3AW’s Mark Holden and Morris discuss music social networking sites
Business Futurist | Foresight Strategist
If you’ve read this far, something probably connected.
Maybe it put words to something you’d been sensing but couldn’t quite land. Maybe it made something complicated feel clearer. Maybe it unsettled a position you thought you’d settled.
Good. That’s where this work lives.
Not forecasting. Not scenarios at 2050. Not more noise. What’s already moving. The shifts most organisations can’t yet see, name, or understand the full weight of. What it means. What to do about it while it’s still a possibility, not a problem. Short term and long.
Morris Misel has been doing this for 30 years across 160 industries, with boards, executive teams, and leadership groups in Australia and internationally. More than 2,800 engagements. Over a million people a year through conferences, boardrooms, and media.
If you want more of this thinking while it’s still a signal, not a headline, subscribe to Immediate Futures.
If you want ongoing access to everything I do for clients, packaged for you, with direct access to me, join the Signal Room.
If you’re considering bringing this work into your conference, boardroom, or organisation, enquire here.
Choose Forward.
Music social networking sites shifted the power dynamic fundamentally. Artists could build direct audiences without needing radio or record label gatekeepers. Fans became active participants, not passive receivers. That shift — from broadcast to conversation — changed not just music distribution but how we understand audiences, loyalty, and community across every creative industry.
Music platforms built loyalty by giving people a sense of identity and belonging, not just access to content. The lesson for organisations is that community forms around shared meaning, not shared products. When people feel seen and heard within a platform or brand, they stay — and they recruit others. Engagement beats reach every time.
The risk was disintermediation — cutting out the labels, distributors, and radio programmers who controlled access. But the deeper disruption was to the scarcity model. When music became shareable and freely circulated, the industry’s core economic assumption collapsed. Revenue had to shift from product ownership to experience, access, and live performance.
Music networking sites arrived alongside a wider cultural turn toward participation and co-creation. Audiences who had been passive consumers wanted to contribute, curate, and connect. This wasn’t just a technology shift — it was a change in human expectation. People wanted agency. The music industry was simply the first mass-market sector to feel that pressure at scale.
Watch for the deepening of community rather than the broadening of reach. As social platforms fragment, the advantage goes to those who build genuine belonging in a defined space, not those chasing scale. For foresight purposes, the signal is this: the era of one-size platforms is giving way to the era of intentional communities with strong shared identity.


[Task goal] What lines in the records below include the word "Middle"? Return each one.

[Excerpted data]
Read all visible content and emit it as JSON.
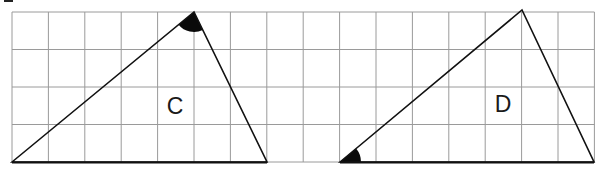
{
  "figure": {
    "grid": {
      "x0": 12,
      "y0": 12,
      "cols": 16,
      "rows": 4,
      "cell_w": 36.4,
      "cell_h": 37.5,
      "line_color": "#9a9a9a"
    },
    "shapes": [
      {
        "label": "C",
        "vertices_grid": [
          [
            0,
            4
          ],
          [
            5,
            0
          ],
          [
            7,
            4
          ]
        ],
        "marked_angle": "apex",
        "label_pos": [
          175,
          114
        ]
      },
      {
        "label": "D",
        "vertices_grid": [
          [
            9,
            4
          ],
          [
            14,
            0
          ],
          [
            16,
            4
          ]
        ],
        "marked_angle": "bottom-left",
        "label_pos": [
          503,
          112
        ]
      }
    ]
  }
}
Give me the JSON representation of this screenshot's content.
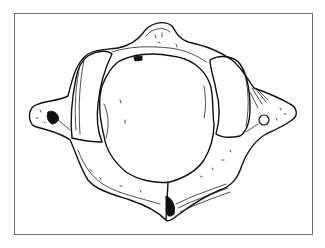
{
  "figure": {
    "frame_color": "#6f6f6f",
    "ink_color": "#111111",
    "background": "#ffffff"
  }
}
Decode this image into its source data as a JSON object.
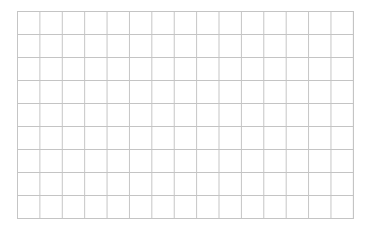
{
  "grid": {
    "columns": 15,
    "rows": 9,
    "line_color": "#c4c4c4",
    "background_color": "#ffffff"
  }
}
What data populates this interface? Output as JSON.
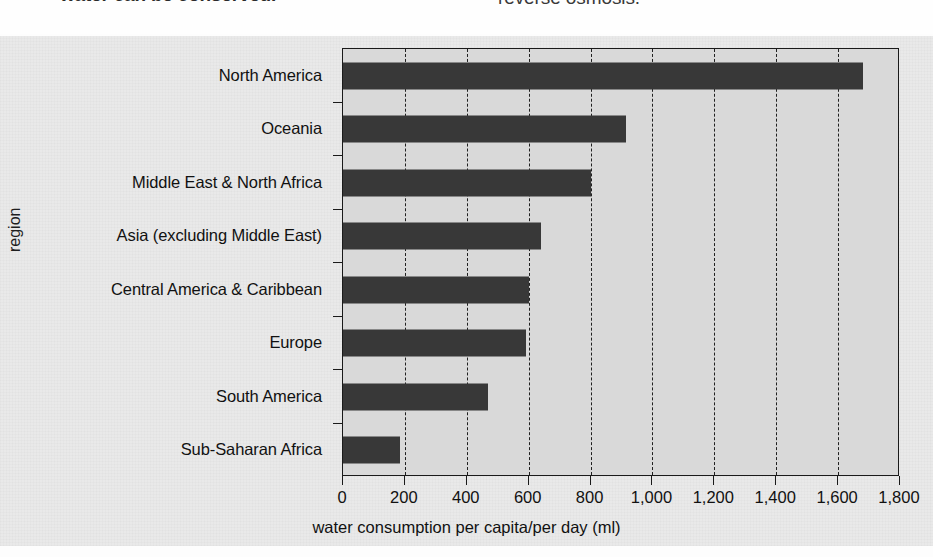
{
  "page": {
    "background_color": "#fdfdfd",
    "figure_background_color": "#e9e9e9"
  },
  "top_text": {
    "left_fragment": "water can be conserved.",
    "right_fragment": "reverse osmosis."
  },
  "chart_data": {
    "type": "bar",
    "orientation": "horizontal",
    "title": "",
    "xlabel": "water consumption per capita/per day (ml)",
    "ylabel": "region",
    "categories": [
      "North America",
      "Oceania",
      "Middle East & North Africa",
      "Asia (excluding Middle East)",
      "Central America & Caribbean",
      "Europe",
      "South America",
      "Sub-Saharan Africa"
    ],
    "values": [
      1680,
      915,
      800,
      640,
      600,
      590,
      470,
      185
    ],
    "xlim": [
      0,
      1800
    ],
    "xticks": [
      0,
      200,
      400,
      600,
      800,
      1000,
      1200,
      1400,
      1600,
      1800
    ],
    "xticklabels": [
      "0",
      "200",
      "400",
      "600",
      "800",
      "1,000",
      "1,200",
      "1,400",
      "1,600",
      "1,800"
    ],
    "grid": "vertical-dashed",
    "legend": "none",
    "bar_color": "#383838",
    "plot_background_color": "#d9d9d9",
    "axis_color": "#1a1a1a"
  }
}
---
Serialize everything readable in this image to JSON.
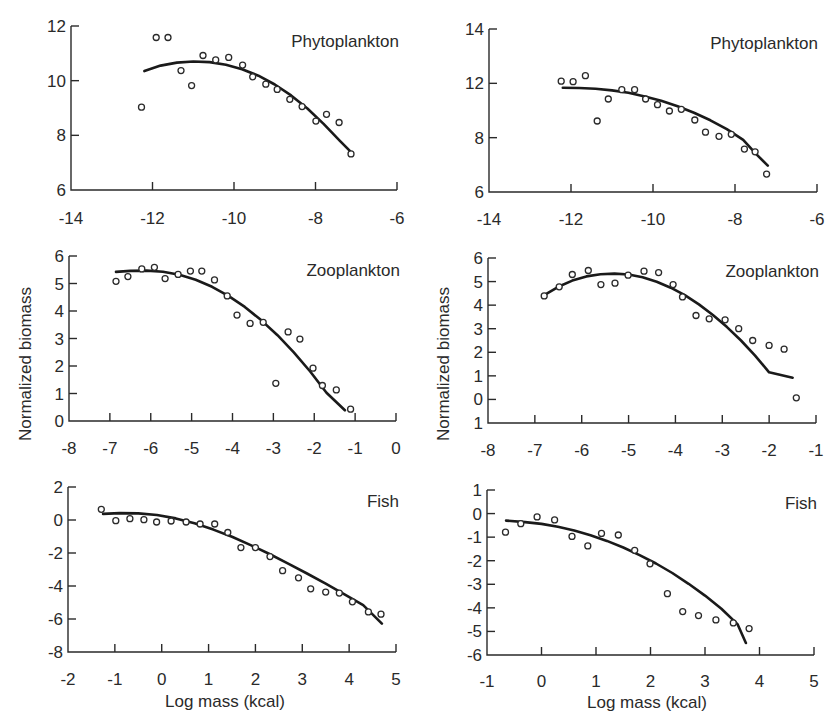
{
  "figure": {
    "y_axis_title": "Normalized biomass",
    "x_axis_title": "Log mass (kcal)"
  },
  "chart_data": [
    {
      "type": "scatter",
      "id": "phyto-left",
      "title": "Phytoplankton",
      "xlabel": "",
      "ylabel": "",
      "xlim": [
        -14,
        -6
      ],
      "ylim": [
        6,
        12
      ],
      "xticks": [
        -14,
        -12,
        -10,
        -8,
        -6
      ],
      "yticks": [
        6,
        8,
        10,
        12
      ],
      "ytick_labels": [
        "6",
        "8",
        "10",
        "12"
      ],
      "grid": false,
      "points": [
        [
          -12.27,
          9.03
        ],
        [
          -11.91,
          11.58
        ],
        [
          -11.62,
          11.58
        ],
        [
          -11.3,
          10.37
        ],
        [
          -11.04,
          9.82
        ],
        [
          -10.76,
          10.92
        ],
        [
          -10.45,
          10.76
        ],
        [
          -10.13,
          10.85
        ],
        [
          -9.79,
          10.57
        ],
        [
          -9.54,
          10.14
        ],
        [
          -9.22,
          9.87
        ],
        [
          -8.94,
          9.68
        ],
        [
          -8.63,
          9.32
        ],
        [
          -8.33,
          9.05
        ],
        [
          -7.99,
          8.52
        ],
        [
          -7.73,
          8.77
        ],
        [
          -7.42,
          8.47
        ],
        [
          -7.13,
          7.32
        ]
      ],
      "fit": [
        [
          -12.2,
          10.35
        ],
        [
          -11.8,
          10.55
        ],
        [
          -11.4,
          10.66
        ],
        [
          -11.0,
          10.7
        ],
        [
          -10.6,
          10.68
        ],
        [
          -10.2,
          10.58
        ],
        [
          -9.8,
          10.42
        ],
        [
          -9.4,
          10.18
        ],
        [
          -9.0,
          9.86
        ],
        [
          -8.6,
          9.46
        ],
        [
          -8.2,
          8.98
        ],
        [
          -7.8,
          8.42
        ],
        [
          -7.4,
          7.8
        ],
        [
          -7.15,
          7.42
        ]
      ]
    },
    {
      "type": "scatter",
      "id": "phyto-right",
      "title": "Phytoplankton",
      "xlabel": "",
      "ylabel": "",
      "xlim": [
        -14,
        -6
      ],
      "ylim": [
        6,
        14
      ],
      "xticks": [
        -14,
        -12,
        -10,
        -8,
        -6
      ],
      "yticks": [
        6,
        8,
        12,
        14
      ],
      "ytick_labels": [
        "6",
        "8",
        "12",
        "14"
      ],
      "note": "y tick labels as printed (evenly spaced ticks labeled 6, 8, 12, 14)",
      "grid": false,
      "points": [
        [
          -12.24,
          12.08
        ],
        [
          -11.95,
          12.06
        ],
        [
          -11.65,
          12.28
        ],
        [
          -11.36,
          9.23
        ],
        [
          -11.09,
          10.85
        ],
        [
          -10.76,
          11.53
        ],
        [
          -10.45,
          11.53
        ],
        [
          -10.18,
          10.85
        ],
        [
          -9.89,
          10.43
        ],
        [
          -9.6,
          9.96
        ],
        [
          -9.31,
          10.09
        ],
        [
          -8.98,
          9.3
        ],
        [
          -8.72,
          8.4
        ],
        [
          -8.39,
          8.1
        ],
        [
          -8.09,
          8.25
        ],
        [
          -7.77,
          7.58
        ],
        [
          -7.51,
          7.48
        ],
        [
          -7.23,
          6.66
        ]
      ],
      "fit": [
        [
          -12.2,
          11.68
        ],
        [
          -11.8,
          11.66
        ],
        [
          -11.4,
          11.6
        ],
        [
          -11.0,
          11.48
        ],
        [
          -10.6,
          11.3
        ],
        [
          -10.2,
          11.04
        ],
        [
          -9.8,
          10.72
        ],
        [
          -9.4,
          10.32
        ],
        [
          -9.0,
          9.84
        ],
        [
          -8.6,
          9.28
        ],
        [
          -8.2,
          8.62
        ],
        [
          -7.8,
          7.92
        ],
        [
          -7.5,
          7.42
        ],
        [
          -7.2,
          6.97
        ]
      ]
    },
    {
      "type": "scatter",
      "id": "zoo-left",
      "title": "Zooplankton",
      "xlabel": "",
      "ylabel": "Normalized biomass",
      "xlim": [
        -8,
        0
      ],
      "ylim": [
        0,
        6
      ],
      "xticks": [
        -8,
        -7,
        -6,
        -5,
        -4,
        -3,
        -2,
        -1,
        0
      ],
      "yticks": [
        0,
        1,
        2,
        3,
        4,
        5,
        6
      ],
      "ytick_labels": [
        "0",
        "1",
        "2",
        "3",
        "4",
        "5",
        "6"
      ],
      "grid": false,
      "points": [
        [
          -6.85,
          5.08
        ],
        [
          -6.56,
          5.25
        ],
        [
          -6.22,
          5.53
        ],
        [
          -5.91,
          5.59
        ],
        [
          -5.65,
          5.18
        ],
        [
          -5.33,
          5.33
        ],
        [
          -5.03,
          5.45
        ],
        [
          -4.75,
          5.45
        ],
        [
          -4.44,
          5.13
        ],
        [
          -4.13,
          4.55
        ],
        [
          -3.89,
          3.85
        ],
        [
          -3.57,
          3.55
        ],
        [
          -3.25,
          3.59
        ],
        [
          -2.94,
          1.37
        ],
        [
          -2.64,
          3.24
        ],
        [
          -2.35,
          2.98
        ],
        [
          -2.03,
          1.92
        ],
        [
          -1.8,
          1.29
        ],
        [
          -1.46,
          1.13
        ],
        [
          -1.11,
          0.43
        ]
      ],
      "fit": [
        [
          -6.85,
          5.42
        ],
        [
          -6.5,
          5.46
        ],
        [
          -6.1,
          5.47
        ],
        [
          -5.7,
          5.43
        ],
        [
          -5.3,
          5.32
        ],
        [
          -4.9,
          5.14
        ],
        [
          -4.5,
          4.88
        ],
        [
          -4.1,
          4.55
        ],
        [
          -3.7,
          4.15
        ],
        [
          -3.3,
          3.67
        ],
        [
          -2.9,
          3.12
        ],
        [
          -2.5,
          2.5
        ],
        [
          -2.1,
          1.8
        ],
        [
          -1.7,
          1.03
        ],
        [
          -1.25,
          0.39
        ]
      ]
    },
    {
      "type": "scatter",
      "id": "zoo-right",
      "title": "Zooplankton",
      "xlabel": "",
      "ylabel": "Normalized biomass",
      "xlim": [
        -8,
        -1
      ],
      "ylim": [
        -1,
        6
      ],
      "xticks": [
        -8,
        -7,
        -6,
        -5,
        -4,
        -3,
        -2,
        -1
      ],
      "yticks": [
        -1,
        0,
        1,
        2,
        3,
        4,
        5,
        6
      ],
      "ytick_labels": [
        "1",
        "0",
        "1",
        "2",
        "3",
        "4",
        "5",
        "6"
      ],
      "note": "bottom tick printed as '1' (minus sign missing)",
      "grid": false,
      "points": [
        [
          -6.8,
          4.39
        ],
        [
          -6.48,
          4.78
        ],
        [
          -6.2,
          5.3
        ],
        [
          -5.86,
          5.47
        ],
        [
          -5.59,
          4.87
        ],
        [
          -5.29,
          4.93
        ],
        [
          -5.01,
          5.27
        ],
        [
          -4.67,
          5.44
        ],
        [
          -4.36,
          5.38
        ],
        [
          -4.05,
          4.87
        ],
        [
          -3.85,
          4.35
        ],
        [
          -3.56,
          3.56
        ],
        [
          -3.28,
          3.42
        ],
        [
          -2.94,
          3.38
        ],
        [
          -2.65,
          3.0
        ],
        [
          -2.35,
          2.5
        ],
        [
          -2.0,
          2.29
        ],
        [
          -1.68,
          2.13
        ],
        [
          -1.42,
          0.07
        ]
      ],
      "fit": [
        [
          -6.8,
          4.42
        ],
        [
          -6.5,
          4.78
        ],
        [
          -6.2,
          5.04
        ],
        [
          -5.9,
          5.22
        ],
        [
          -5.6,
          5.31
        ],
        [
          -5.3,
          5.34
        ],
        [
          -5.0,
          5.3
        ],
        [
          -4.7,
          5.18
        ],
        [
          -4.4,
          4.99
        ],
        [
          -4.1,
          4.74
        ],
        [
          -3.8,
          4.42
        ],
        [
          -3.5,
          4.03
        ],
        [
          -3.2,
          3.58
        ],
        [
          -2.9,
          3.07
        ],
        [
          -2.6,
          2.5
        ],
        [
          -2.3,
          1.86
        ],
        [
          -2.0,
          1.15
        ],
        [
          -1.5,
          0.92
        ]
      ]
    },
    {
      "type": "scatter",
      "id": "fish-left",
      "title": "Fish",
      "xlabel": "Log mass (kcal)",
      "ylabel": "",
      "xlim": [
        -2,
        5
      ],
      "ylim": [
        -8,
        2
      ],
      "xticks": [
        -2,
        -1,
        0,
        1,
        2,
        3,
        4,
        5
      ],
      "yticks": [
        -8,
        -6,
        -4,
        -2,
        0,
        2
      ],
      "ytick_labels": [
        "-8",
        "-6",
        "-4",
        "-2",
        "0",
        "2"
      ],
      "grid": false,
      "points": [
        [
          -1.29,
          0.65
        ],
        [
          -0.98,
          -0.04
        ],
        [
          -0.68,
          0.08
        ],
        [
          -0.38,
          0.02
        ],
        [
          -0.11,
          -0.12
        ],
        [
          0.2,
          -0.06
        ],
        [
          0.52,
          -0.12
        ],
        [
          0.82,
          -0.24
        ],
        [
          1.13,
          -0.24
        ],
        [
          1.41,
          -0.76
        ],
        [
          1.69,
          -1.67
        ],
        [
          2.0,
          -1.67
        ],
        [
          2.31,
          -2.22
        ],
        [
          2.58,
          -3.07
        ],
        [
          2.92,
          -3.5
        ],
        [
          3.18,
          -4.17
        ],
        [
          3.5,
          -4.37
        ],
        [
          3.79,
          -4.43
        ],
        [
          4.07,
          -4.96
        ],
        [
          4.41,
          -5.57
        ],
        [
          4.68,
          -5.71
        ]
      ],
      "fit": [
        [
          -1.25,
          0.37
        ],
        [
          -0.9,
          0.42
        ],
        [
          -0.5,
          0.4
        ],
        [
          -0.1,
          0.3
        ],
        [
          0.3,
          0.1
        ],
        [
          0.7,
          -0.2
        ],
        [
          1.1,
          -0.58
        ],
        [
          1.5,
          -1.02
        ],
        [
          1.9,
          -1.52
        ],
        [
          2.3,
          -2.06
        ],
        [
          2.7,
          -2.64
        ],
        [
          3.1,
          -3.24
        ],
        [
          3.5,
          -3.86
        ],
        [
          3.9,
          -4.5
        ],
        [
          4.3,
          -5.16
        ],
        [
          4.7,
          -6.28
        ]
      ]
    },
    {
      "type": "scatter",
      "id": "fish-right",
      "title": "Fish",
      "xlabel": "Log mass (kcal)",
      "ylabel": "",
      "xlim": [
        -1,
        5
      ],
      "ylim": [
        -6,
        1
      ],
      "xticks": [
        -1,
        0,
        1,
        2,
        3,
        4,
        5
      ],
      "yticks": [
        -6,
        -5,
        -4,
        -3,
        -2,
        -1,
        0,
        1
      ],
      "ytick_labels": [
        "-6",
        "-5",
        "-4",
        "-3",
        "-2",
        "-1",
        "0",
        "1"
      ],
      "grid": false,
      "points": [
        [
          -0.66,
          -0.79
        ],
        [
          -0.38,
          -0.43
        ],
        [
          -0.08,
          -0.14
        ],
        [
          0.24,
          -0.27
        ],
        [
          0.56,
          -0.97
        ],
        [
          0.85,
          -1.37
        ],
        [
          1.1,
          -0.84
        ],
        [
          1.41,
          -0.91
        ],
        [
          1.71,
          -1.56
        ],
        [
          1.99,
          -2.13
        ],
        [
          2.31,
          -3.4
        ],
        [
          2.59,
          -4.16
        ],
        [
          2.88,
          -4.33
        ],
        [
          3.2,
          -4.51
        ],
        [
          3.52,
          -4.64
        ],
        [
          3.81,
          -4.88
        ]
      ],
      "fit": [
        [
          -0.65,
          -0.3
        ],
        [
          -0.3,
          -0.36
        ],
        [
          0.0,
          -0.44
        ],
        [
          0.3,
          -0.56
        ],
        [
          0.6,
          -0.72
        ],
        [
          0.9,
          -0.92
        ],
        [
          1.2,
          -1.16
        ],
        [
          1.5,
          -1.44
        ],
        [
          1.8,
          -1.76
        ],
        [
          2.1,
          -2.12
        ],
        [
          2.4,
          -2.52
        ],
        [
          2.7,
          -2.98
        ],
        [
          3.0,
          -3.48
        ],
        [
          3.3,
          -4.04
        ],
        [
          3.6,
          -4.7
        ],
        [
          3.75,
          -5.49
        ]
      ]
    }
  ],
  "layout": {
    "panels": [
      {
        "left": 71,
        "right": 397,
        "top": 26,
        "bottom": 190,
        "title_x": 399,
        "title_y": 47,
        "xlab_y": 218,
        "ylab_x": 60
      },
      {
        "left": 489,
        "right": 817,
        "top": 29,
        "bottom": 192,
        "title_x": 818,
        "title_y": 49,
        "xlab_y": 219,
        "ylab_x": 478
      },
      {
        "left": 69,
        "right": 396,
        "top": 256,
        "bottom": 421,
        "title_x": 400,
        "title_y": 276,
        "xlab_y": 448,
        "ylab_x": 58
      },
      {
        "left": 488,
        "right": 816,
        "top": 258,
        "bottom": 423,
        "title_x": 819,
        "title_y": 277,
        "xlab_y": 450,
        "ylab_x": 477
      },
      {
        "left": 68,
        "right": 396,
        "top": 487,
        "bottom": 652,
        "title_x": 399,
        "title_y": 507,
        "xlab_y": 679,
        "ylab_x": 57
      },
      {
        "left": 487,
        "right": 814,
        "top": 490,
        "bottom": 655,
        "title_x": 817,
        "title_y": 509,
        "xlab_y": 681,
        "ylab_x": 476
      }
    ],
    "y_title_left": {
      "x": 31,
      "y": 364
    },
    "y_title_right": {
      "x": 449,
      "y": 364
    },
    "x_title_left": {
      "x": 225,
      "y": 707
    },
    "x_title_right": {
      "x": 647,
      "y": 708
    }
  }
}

[Exercise solution]
      "Middle East & North Africa",
      "Asia (excluding Middle East)",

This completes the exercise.